The mood at the convention, commentators noticed, was “strangely subdued.” The delegates, so lively and expansive only four years before, had become irritable at the president’s refusal to declare himself. They were worried about the popularity of the Republican presidential nominee, liberal businessman Wendell Willkie. They were worried about breaking the tradition of the third term. But there was no one else they could trust to steer the Democrats to victory.

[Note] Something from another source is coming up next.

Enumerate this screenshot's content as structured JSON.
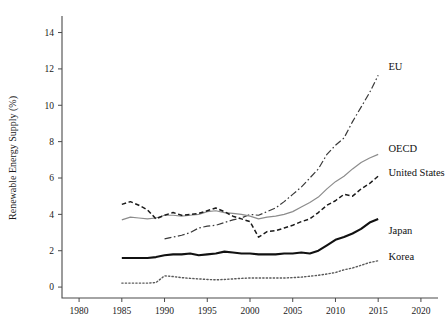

Still, they muttered, if the president wanted a third term, why couldn’t he simply come out and say so? “The President could have had anything on God’s earth he wanted if he had the guts to ask for it in the open,” a group of liberal newspapermen observed. “The people trust him and the people want to follow him; nobody, no matter how whole-souled, can follow a man who will not lead, who will not stand up and be counted, who will not say openly what we all know he thinks privately.”
The ugly mood on the floor sent startled convention leaders back to their smoke-filled rooms to figure out what to do. From his private suite, Harry Hopkins placed a series of frantic calls to the president, advising h
im to drop his coy routine and to tear up the statement he had prepared insisting he did not want to be a candidate. “This convention is bleeding to death,” Harold Ickes wired the president, “and your reputation and prestige may bleed to death with it.” The only solution, Ickes counseled, with nine hundred “leaderless delegates milling around like worried sheep,” was “a personal appearance” by the president.
The president flatly rejected both Ickes’ and Hopkins’ advice, insistent on “acting out his curious role to the last scene,” determined, for the sake of the general election and for the historical record, to make it clear he was not actively seeking an unprecedented third term, demanding that the convention come to him of its own free will. “I have never seen the President more stubborn,” Sam Rosenman recalled, “although stubbornness was one of his well-known characteristics.”
The president’s statement was given to Senator Alben Barkley to read, at the end of the keynote address, on Tuesday night. Barkley was originally scheduled to speak in the early evening, but the proceedings ran so late that it was nearly midnight in Washington before the senator from Kentucky approached the podium. When the president received final confirmation that Barkley was about to speak, he called Eleanor at Val-Kill. Could she listen to the statement and let him know what she thought? Taken by surprise at the whole idea of a statement, Eleanor roused Joe Lash from his bedroom to join her on the porch, where they set up her portable radio.
Alben Barkley was an orator of the old Southern school. He flailed his arms and his face grew red as he worked himself into an oratorical frenzy recapitulating the great achievements of the New Deal. Finally, he came to the climactic moment. “And now, my friends, I have an additional statement to make on behalf of the President of the United States.” The president, Barkley said, wished to make clear to the convention that he had “no wish to be a candidate again” and that “all the delegates to this convention are free to vote for any candidate.”